Statements by the artists! I would not be surprised if Noguchi learned from his writing from this exhibition in 1946. Then continued to write about his work to the point that it felt natural enough to write in this style in the Met’s intake form. Especially when none of the other artists did in the same fashion.

“We are reborn, and so in art as in nature there is growth, by which I mean change attuned to the living.” – 1946

“The weight of the stone holds it aloft – a balance of forces as precise and precarious as life.” – 1953

Generally, the consensus has been that artist statements started in the mid-century, but I did not find a concrete example. Until now. Identifying “the first” of anything is often so contentious and perhaps overrated. But I had to explore more.

MoMA Statements by the Artists

As stated, these “statements by the artists” feel and sound like a modern artist statement. That is, individual artists speaking directly to their viewers about their work, process, and beliefs. Even if “statements by the artists” is slightly different than the briefer “artist statement”. But that feels like an organic shift. (More on that in a later post.)

Luckily for me, MoMA has an incredible and easy-to-access archive. So I dug into other exhibitions at MoMA and other institutions from the 1930s to the 1940s to see if “statements by the artists” was commonly used in exhibition publications. I focused on MoMA because, one, again, the gorgeous archive. Two, MoMA pushed institutional artistic boundaries during this time, so if this was a new phenomenon, it makes sense to look to them. And three, I only have limited time to dig through documents.

Alas.

Third-Person to First-Person Switch 1930s

MoMA began highlighting living artists from across the United States as early as their second ever exhibition in 1930, Paintings by nineteen living Americans. Incredibly famous artists took part in this exhibition, such as Yasuo Kuniyoshi, Lyonel Feininger, and Georgia O’Keeffe, amongst others.

In the accompanying exhibition book, Paintings by Nineteen living Americans, Painting and Sculpture from 16 American Cities, the artists don’t write about their work. A third-party does.
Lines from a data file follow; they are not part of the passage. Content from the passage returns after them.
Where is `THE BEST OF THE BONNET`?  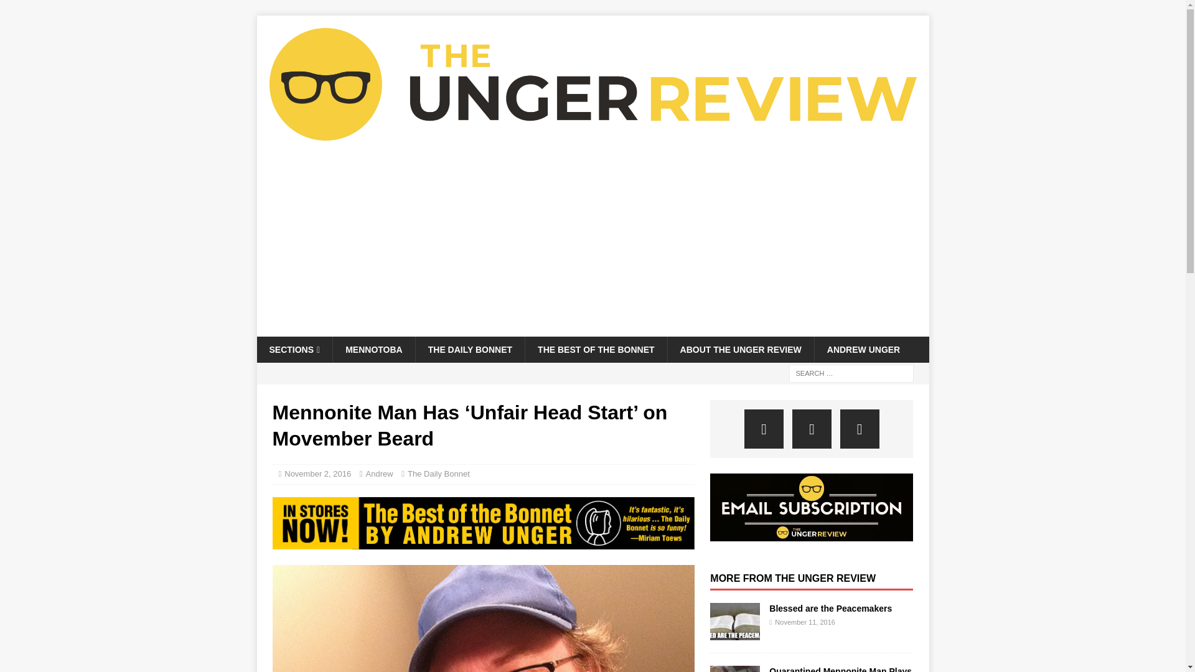
THE BEST OF THE BONNET is located at coordinates (595, 350).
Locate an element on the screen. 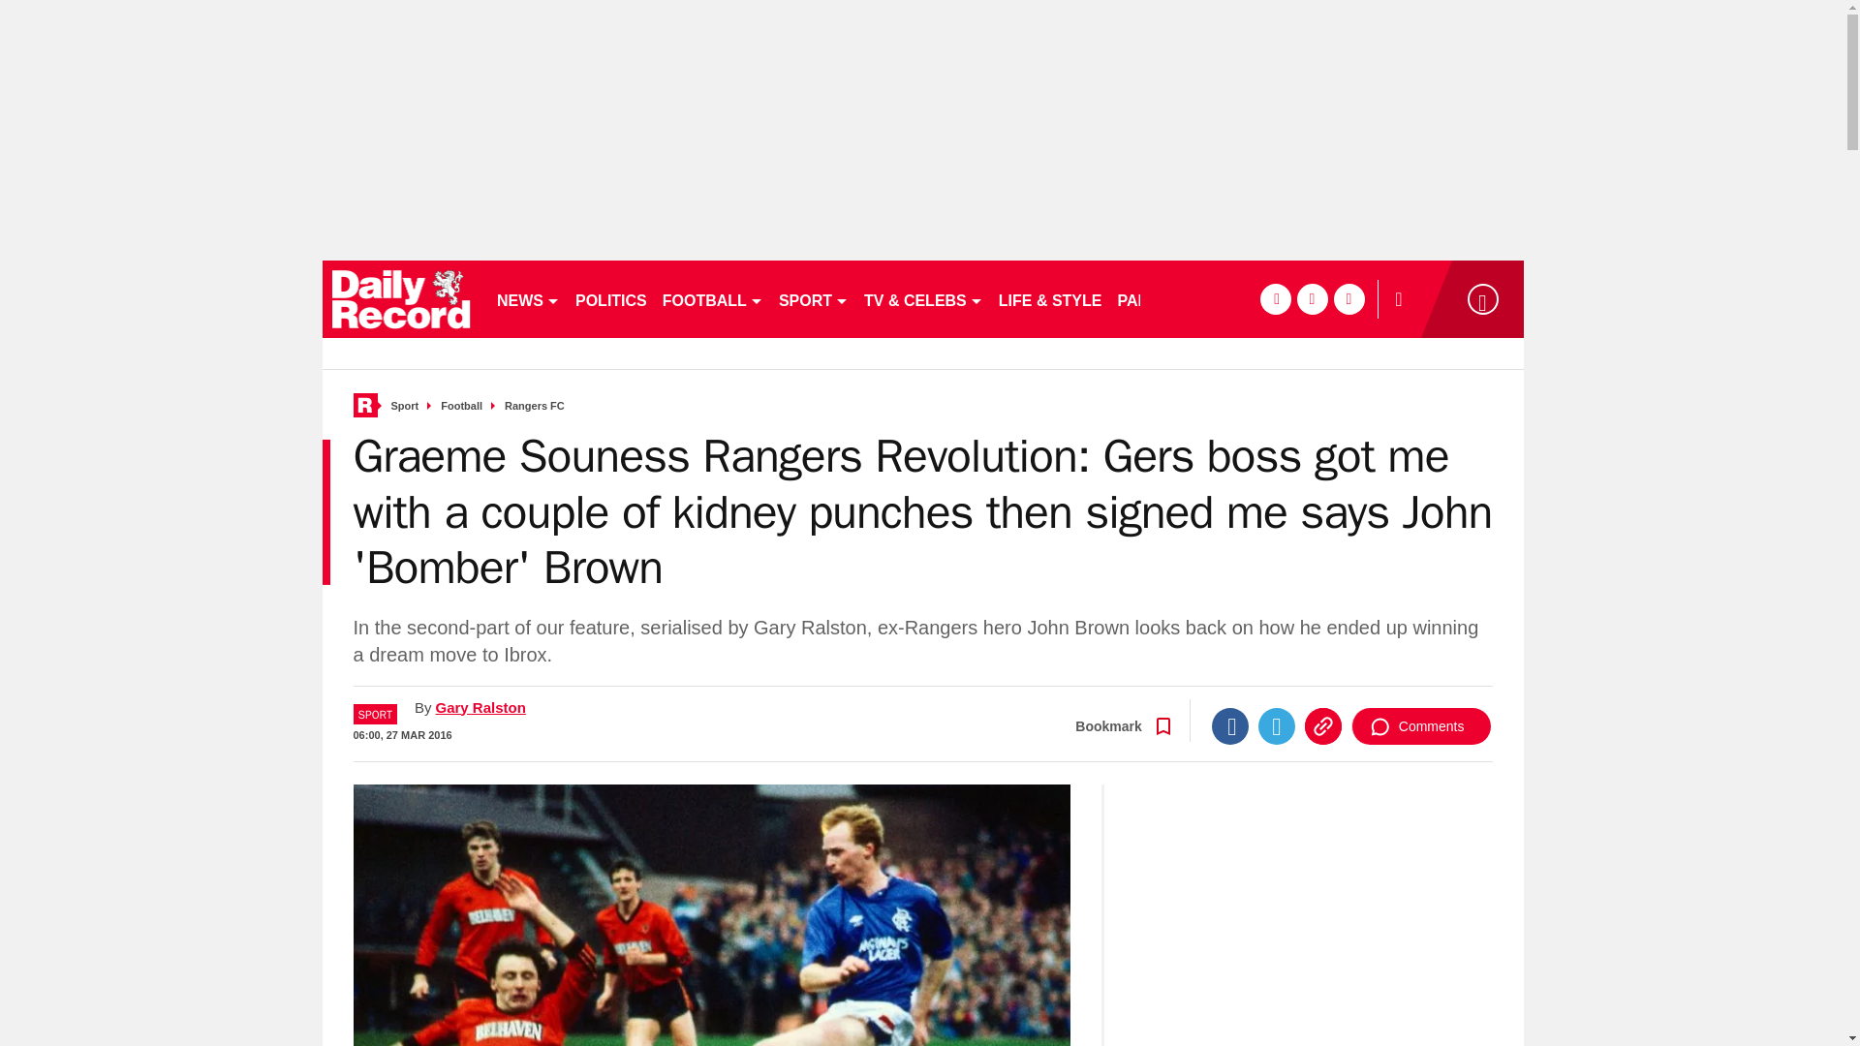 The width and height of the screenshot is (1860, 1046). facebook is located at coordinates (1275, 298).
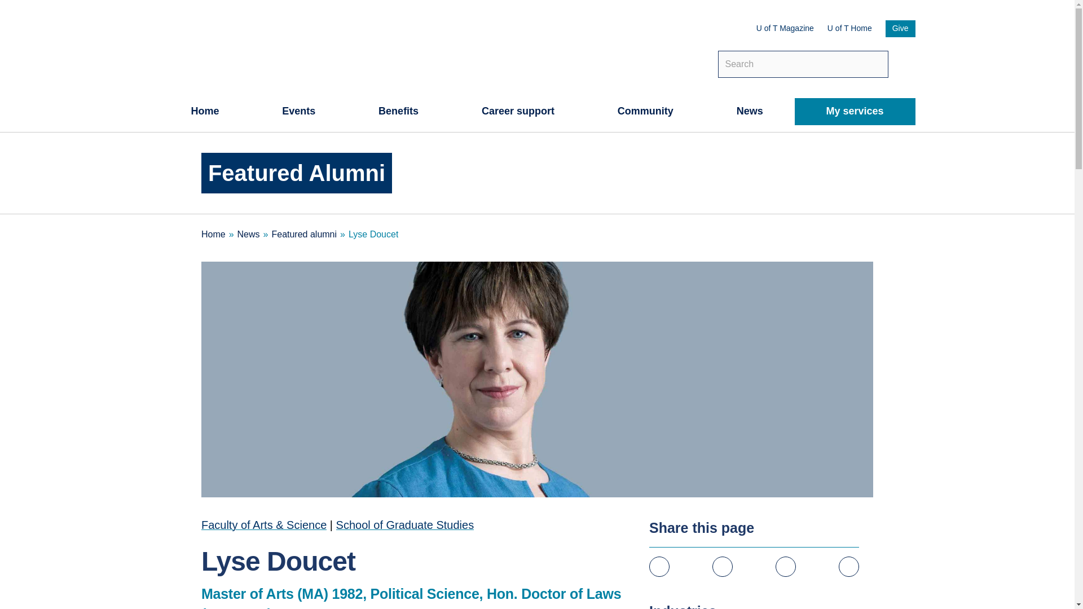 This screenshot has width=1083, height=609. What do you see at coordinates (7, 6) in the screenshot?
I see `Skip to main content` at bounding box center [7, 6].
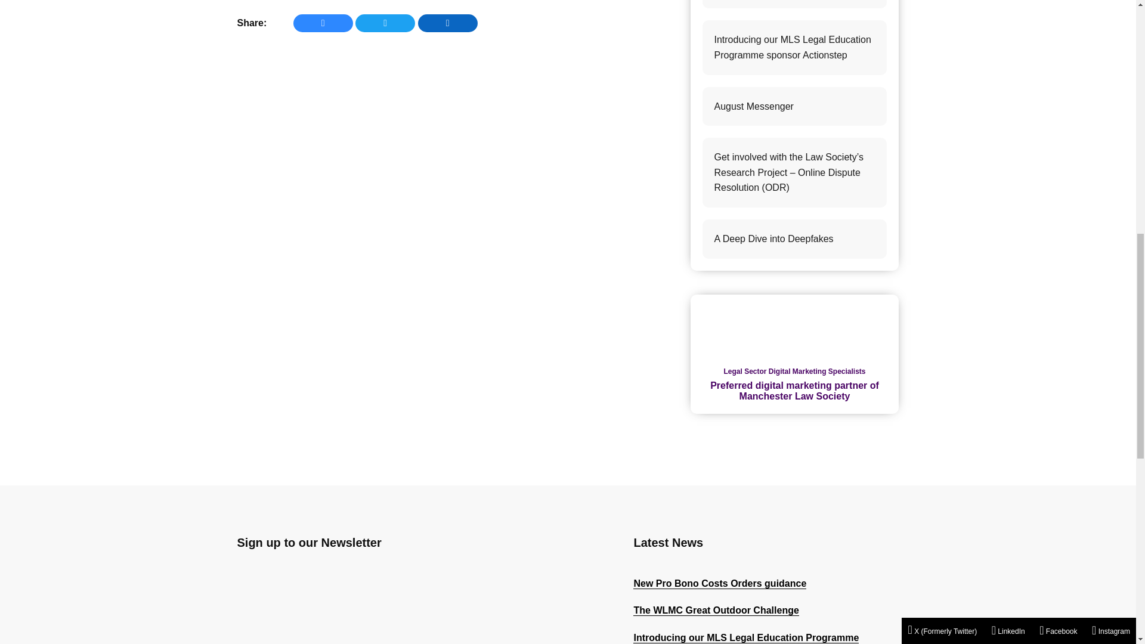 Image resolution: width=1145 pixels, height=644 pixels. What do you see at coordinates (719, 583) in the screenshot?
I see `New Pro Bono Costs Orders guidance` at bounding box center [719, 583].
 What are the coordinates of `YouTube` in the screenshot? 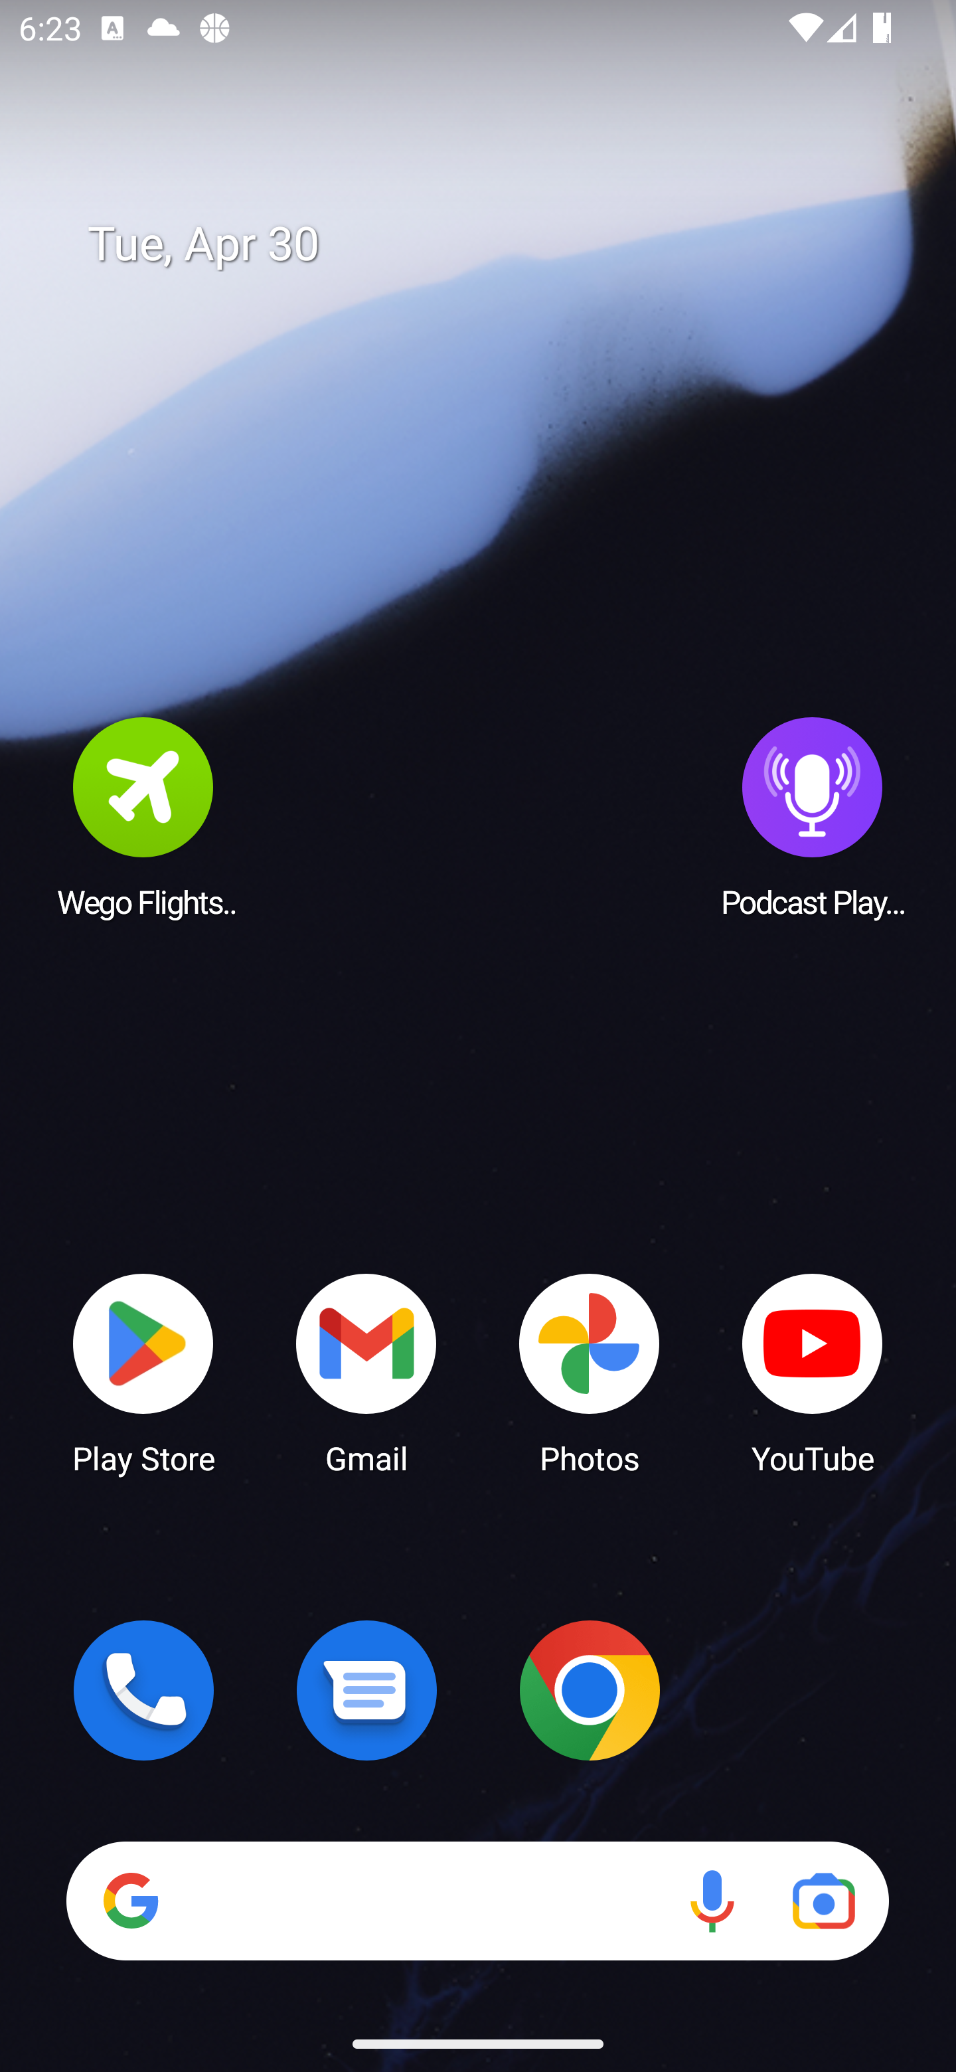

  • Third-person statement of Georgia O'Keeffe
  • 1933 (Painting and Sculpture from 16 American Cities Dec 11, 1933–Jan 7, 1934)

There isn’t an exploration of the artist’s processes or themes. It’s demographic-focused and resume-like, even. There isn’t an indication of this artist’s interest. These are not artist statements.

One outlier, heavy hitters get to speak a bit about their work. After they’ve proved themselves. New artists in the 1930s, not so much.

In 1939, in Picasso forty years of his art, Picasso gets to “speak”. But again, this is different from an artist statement or statement by the artists. Not the least because the artist statement is generally brief.

However, the only similar phrasing of “statements by the artists” and presentation is from Dorothy C. Miller’s other exhibitions. “Statements by the artists” (or artist) appear over and over only on exhibitions she worked on.

The common thread is not even that these exhibitions are for an individual or a highly organized exhibition of a group of artists – it’s Dorothy C. Miller. So I have to ask, who is Dorothy C. Miller? Did she create the modern artist statement?

It certainly seems like one of the first examples of a modern artist statement appeared in 1942.

So if that is the when, we should spend more time examining if there is a why. In the next post, we’ll dive into how Miller came to be known through one of the biggest scandals in the art world: the destruction of Diego Rivera’s mural at the Rockefeller Center in 1934. And how that signaled, in my opinion, the future path for American art and a perfect environment for individualistic language to take off.